There is a version of artificial intelligence in healthcare that I genuinely believe in. It is one where clinicians reclaim their time, diagnostic tools catch what exhausted human eyes miss, and patient outcomes begin to improve across communities. The clinical potential is undeniable. But after years of watching innovation outpace accountability, the cost of moving too fast is no longer merely financial. Patient safety and trust are the measurements that, when faulty, can lead to the erosion of the star that we are shooting for. We have to prioritize integrating these tools with the structural foundation required to support them safely.

online influenceThe Clinical Readiness Gap

Inlightened’s 2025 physician survey on artificial intelligence (AI) confirmed what many of us in the clinical risk space already knew. Physicians are willing to adapt, but they are entirely under equipped. More than half of the surveyed doctors are already using algorithmic tools in their daily workflows, yet fewer than one in three feel prepared to leverage those benefits while protecting their patients from inherent risks. Nearly forty percent report that their organizations have no established guidelines for utilization. When institutional frameworks do not exist, practitioners are forced to improvise. In a clinical setting where a documentation error or a biased algorithm constitutes a direct threat to patient safety, diffused responsibility becomes an organization’s massive liability.

Governance As Foundational Infrastructure

The most common objection I hear from health technology leadership is the assumption that guardrails can be built after the product is proven. They have to address the “lowest hanging fruit” while they obtain feedback on their V1 iterations. It is incomprehensible how we can play minimalists with human lives. We do not deploy uncalibrated MRI machines and promise to adjust the imaging settings once we review the first hundred patient scans. Yet, this is exactly how many organizations are approaching algorithmic deployment. 

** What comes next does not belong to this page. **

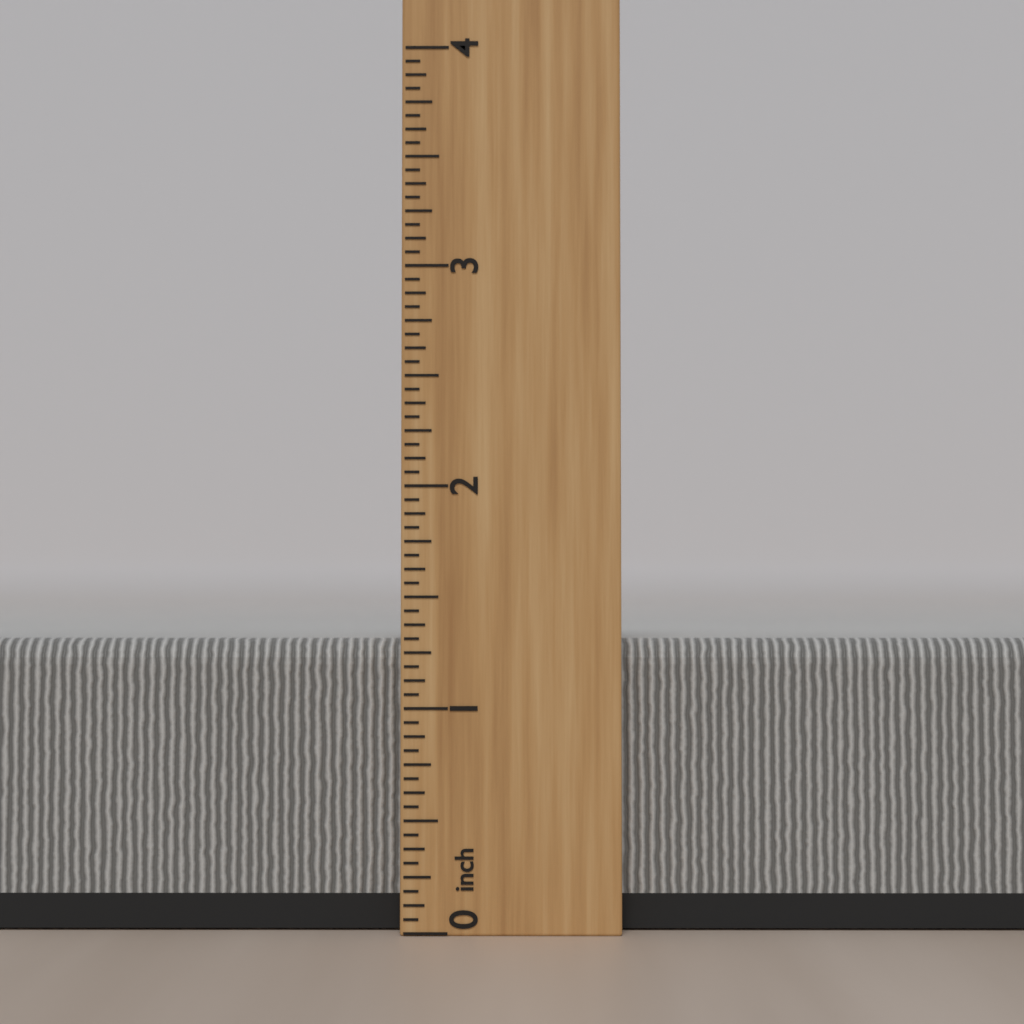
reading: 1.3125 inch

Those who are navigating adoption effectively are the ones treating digital health risk strategy as a foundational infrastructure rather than a regulatory afterthought. They build cross functional teams where compliance, engineering, and clinical experts collaborate from the first design conversation. This is precisely the gap we close at Digital Risk Compliance Solutions. We help build safer digital health and AI systems by guiding organizations through clinical and operational risk while integrating AI responsibly and in alignment with evolving regulations. By implementing robust governance frameworks, optimizing clinical workflows, and delivering targeted leadership training, we build the internal capacity required for safe and scalable innovation.

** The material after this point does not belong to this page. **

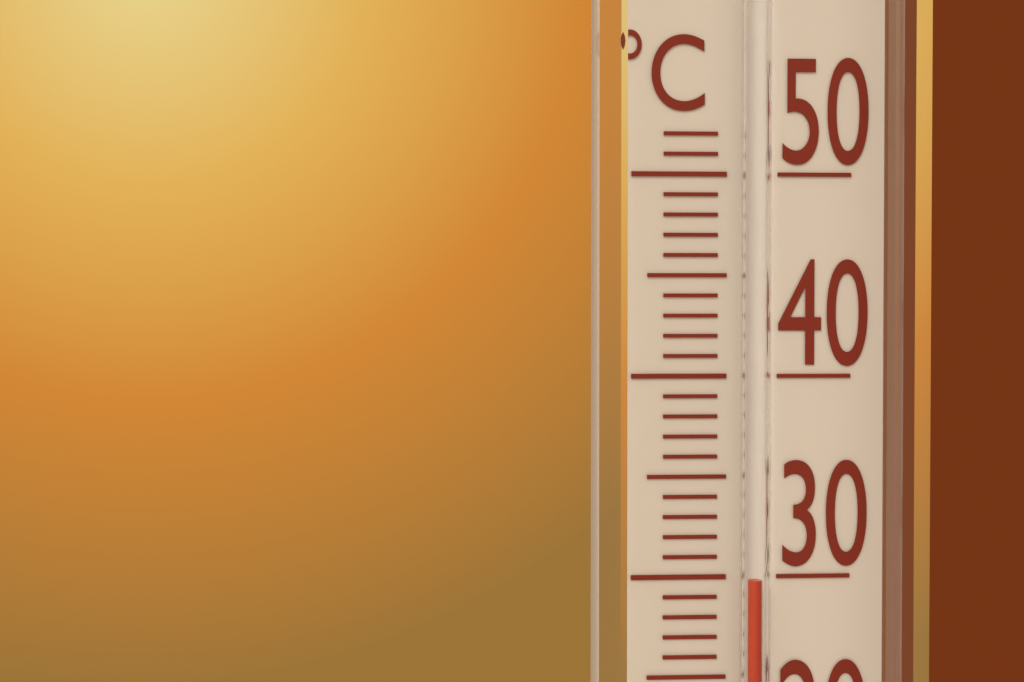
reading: 30 °C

Operationalizing Responsible Adoption

Healthcare has a notorious habit of operating in strict silos. Engineers build the technology, clinicians use it, and compliance reviews it after the fact. That linear progression completely falls apart when applied to artificial intelligence.

If we want to integrate these tools safely, we have to look outside our traditional structures. When surgical teams needed to drastically reduce operative errors, they turned to commercial aviation and adopted preflight checklist protocols creating the Universal Protocol in medicine. By looking outside the box, a healthcare solution was created to save the lives of many while preventing penalties.

We are aching for that level of interdisciplinary integration in healthcare AI adoption. Responsible adoption requires crossover, engagement, and understanding of various verticals. Data scientists should be sitting at the same table as the frontline nurses who intimately understand the workflow disruptions a new algorithm will cause. Clinicians, compliance teams, product developers, operations officers must shape the initial design collaboratively  rather than in fragmented groups. 

Artificial intelligence is advancing faster than internal health systems can adapt. Most organizations simply do not have the bandwidth to simultaneously monitor shifting liability frameworks, validate clinical safety standards, and deploy new technology at scale. Acknowledging that gap and bridging it with specialized external expertise will differentiate between sustainable innovation and reckless deployment. Platforms like Inlightened exist precisely for this, giving organizations direct access to practicing physicians who can pressure-test decisions before they reach patients.

The Window for Leadership is Now

We are at an inflection point in medicine. The tools are available, the regulatory environment is actively shifting, and end users are asking harder questions. Organizations that proactively invest in their governance infrastructure will be the ones positioned to lead the market. I started my career believing that medicine is fundamentally about building systems worthy of the trust patients place in them. Artificial intelligence is simply the next frontier of that work, and we have an obligation to do it right.

About the Author

Erkeda DeRouen, MD, CPHRM, is a triple board certified physician and digital health transformation strategist helping organizations risk proof health innovation at scale. She is the founder of Digital Risk Compliance Solutions, an Inlightened expert, and author of several books.